15 See 1534, or vol i., pp. 403, 404; and anno 1544, or p. 167 of this volume. 16"Whereas I am informed that this bearer, Edward Askew, my servant, son unto Sir William Askew, knight, is by some nobleman preferred unto the room of one of these new spears in the Court, which because it is done without my knowledge and his, I shall beseech you my Lord, inasmuch as I have no friend to sue unto for me and mine, but only unto your Lord

est having died, after her father had already advanced money in prospect of her union with a gentleman of opulence in the same county, Mr. Thomas Kyme; Anne the second, in obedience to her father's wishes, was married to him, and became the mother of two children.17 Her superior natural abilities had been greatly improved by education. The English Scriptures engaged her serious and frequent attention, and the result was, an earnest reception of the truths contained in them. Her husband, a devoted adherent of "the old learning," excited by such a decided change, in the excess of his passion absolutely drove her from his house; and, thus harshly treated, she had repaired to London to seek some redress, by suing for a divorce. Through her brother Edward, she could have no difficulty in being introduced to those of her own sex in the Court circle, who were in favour of the Scriptures; but, by whatever means it was, she became known to them all, including even the Queen herself. It was not long, however, before one so ardent in the faith was ensnared by the bloody Statute, or Act of six Articles; and Cranmer was now to witness a series of proceedings in gross violation of the bill which he had carried through Parliament two years ago.
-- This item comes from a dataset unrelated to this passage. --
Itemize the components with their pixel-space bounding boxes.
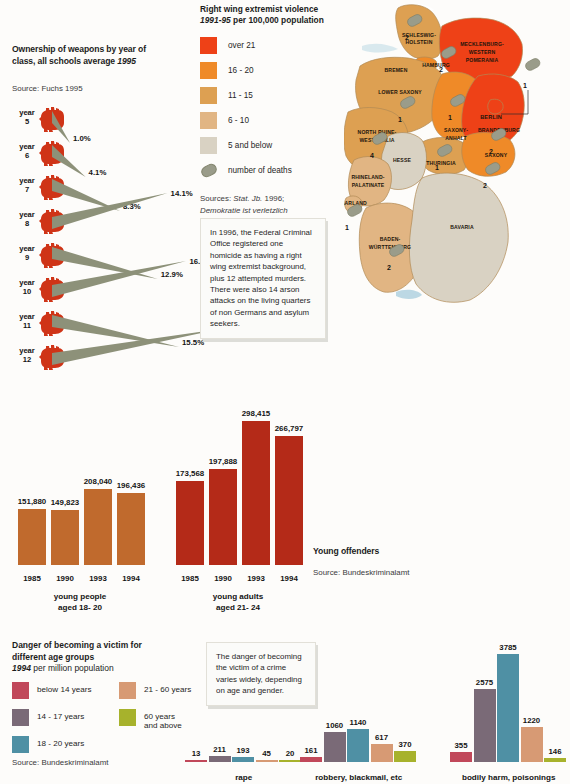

It appears to have been on Friday the 12th of March, that this heroic young woman was first examined by one Christopher Dare, of the London Inquest, at Sadler's hall, Cheapside. The questions put, betrayed at once the ignorance of her examiner and Anne's thorough acquaintance with the sacred Volume; but she was immediately conveyed to the Lord Mayor, Sir Martin Bowes, a boisterous devotee.18 Bonner's Chancellor, Thomas Bage alias Williams, was there to record what passed. After a few words on transubstantiation, in which, by her replies, his Lordship was made to look very foolish, she was illegally committed to prison.19 She offered sureties, but he would take none, and sent her to the counter. There she remained eleven days, without one friend being allowed to see her. At last, on Tuesday the 23d, a cousin, Mr. Brit

ship, that you will, at this my request bear unto him your lawful favour and furtherance in the same; assuring your Lordship, that he, the young man, is of a very gentil nature, right forward, and of good activity, so that I think he shall be meet to furnish such a room, and to do to the King's Majesty diligent and faithful service."-Cranmer to Crumwell-at Forde 28th December 1539. MS. Chapter-house. This refers to Henry's personal guard, as before explained, p. 93. 17 The third sister, Jane, was married first to Sir George St. Paul, and then to Richard Disney, Esq., of Norton Disney, ancestor of the present John Disney, Esq. of the Hyde, Essex. 18 But a famous man in his day, among the Goldsmith's Company. He was sub-treasurer of the Mint under both Henry and Edward; and as the King can do no wrong, so in 1550 was granted to him a pardon of all treasons, trespasses, and contempts done by the said Martin concerning the money and coin of the King's Majesty and his father's before the date of these presents; and of all unjust and false making of money and payments of the same, contrary to common law, or any statute, act, provision or proclamation. See Strype's Eccl. Mem. 1550. Such was the commentary on Henry, the original offender, and cause of all the injustice done. Sir Martin left a sum for an Anniversary Sermon to be preached in St. Mary, Woolnoth, where the venerable John Newton so long proclaimed such doctrine as the poor Mayor never heard. Bowes lies there interred, under a close marble tomb.

19 Before this was done, by the Act of 1544, she ought to have been legally presented on the paths of twelve men.